Table (1) shows the PSNR versus bit-rate for the SPIHT and the proposed SLS algorithms. The results of SPIHT are obtained by implementing the Public License Matlab program presented by Dr. Mustafa Sakalli and Dr. William A. Pearlman [15] using the same test images. The table clearly depicts that SLS has slightly better PSNR than SPIHT for all bit-rates for the two images . These results demonstrate that the merging the bits of the New ISIG Pixels (NIPs) and the Visited SIG pixels (VSPs) by the adopted coding method increases the algorithms' efficiency.

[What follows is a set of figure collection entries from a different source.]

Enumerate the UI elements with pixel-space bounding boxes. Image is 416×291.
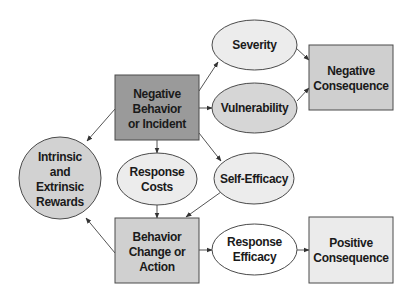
edge-negative-behavior-to-rewards [87,109,115,141]
node-behavior-change: Behavior Change or Action [115,218,199,283]
node-positive-consequence: Positive Consequence [309,217,393,283]
node-label-line: Extrinsic [36,180,85,194]
node-rewards: Intrinsic and Extrinsic Rewards [19,137,101,219]
node-negative-consequence: Negative Consequence [309,45,393,110]
node-response-costs: Response Costs [117,153,197,205]
node-label-line: Negative [133,87,181,101]
node-response-efficacy: Response Efficacy [212,224,297,275]
node-label-line: Costs [141,180,173,194]
node-label-line: Vulnerability [221,101,289,115]
node-label-line: Change or [129,245,186,259]
edge-behavior-change-to-rewards [86,218,115,253]
node-label-line: Consequence [313,79,389,93]
node-label-line: Intrinsic [38,150,83,164]
node-label-line: Behavior [133,230,183,244]
edge-negative-behavior-to-self-efficacy [199,133,221,161]
node-vulnerability: Vulnerability [212,83,297,133]
node-label-line: or Incident [128,117,186,131]
node-label-line: Positive [329,236,373,250]
edge-severity-to-negative-consequence [296,48,309,60]
node-label-line: Response [227,235,283,249]
node-label-line: Behavior [133,102,183,116]
edge-vulnerability-to-negative-consequence [297,88,309,101]
node-label-line: Rewards [36,195,85,209]
node-severity: Severity [212,20,297,70]
edge-negative-behavior-to-severity [199,62,218,91]
node-self-efficacy: Self-Efficacy [214,153,294,204]
node-label-line: Severity [232,38,277,52]
node-negative-behavior: Negative Behavior or Incident [115,75,199,140]
node-label-line: Consequence [313,251,389,265]
diagram-canvas: Negative Behavior or Incident Severity V… [0,0,416,291]
node-label-line: and [50,165,70,179]
node-label-line: Efficacy [233,250,277,264]
edge-self-efficacy-to-behavior-change [186,192,221,217]
node-label-line: Action [139,260,175,274]
node-label-line: Self-Efficacy [220,172,289,186]
node-label-line: Negative [327,64,375,78]
node-label-line: Response [130,165,186,179]
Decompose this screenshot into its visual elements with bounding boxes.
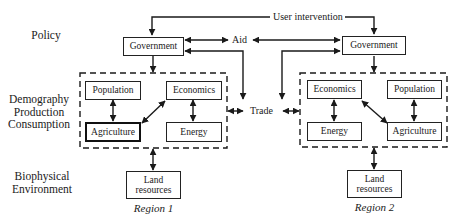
region1-land-line: Land — [144, 175, 164, 186]
user-intervention-arrow-left — [152, 17, 270, 35]
region1-resources-line: resources — [136, 185, 172, 196]
region1-economics-box: Economics — [166, 81, 222, 100]
trade-label: Trade — [248, 105, 275, 116]
region1-government-box: Government — [123, 37, 184, 56]
layer-label-biophysical-line: Biophysical — [8, 170, 76, 183]
r1-agriculture-economics-arrow — [142, 101, 165, 123]
region2-energy-box: Energy — [307, 122, 362, 141]
layer-label-demography-line: Demography — [0, 93, 78, 106]
region1-land-resources-box: Land resources — [126, 171, 181, 199]
layer-label-policy: Policy — [18, 29, 74, 42]
region2-government-box: Government — [342, 36, 406, 55]
aid-label: Aid — [230, 34, 249, 45]
region1-energy-box: Energy — [166, 122, 222, 142]
region1-population-box: Population — [85, 81, 141, 100]
user-intervention-label: User intervention — [271, 11, 345, 22]
layer-label-production-line: Production — [0, 106, 78, 119]
region1-agriculture-box: Agriculture — [85, 122, 141, 142]
layer-label-biophysical: Biophysical Environment — [8, 170, 76, 195]
region2-resources-line: resources — [357, 184, 393, 195]
region2-population-box: Population — [387, 80, 442, 99]
region2-label: Region 2 — [347, 201, 402, 213]
region2-land-line: Land — [365, 174, 385, 185]
region2-land-resources-box: Land resources — [347, 170, 402, 198]
layer-label-demography: Demography Production Consumption — [0, 93, 78, 131]
two-region-model-diagram: Policy Demography Production Consumption… — [0, 0, 463, 222]
region2-economics-box: Economics — [307, 80, 362, 99]
region1-label: Region 1 — [126, 202, 181, 214]
layer-label-environment-line: Environment — [8, 183, 76, 196]
r2-economics-agriculture-arrow — [362, 101, 387, 123]
region2-agriculture-box: Agriculture — [387, 122, 442, 141]
layer-label-consumption-line: Consumption — [0, 118, 78, 131]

This feature is unique to the proposed algorithm because the other reduced memory algorithms have lower PSNR than SPIHT [7], [10], [13].
TABLE I
PSNR VS.BIT-RATE FOR "LENA" AND "BARBARA"
IMAGES
PSNR (dB)
Bit
-Rate
(bpp)
Lena
Barbara
SPIHT
SLS
SPIHTSLS
0.125
29.39
30.01
24.03
24.61
0.25
32.71
32.98
26.92
27.28
0.5
36.13
36.26
30.88
31.10
1
39.50
39.61
36.06
36.20
As mentioned before, the complexity of the SLS algorithm is very close to that of the original SPIHT due to the simplification in memory management. In order to demonstrate this, the SLS and SPIHT are implemented under the same environments (using C++ and the same computer). Table (2) represents the complexity of the SLS and SPIHT represented by the processing time (measured in milliseconds (msec)) required by the algorithm to encode and to decode the "Lena" image at several bit-rates. The processing time of the
2-D DWT is not computed since it is the same for both algorithms. As it can be shown, the proposed SLS has a very slight increment in the processing time of coding and decoding with respect to the original SPIHT. These results verify our complexity analysis presented in the previous section.
TABLE II
PROCESSING TIME VS.BIT-RATE FOR "LENA" IMAGE
Coding time
(msec)
Decoding time
(msec)
Bit
-Rate
(bpp)
SPIHT
SLS
SPIHTSLS
0.125
15
16
5
7
0.25
20
22
10
11
0.5
26
28
20
22
1
31
32
25
26
VI. CONCLUSION
In this paper, we developed a low memory version of SPIHT algorithm. The proposed SLS make use of a single list with size of ¼ the image size. In addition it replaces the LSP and LIP lists (which have sizes of about 2 times the image size) by 2 bits state mark bitmap. The theoretical analysis and experimental results clearly showed that the proposed SLS algorithm has better PSNR than SPIHT and it has nearly the same coding time as the SPIHT. This means that we reduced the memory requirements by about six times and enhanced the performance of SPIHT without affecting its simplicity and without paying additional overhead cost. The reduced memory requirement and management of the SLS algorithm makes it very suitable for memory constrained portable hand held devices . Furthermore, as the SPIHT is extended to Multispectral [16], and to 3-D image compression systems [17], the current work can also be very useful for these image compression applications benefiting from its reduced memory and simplicity.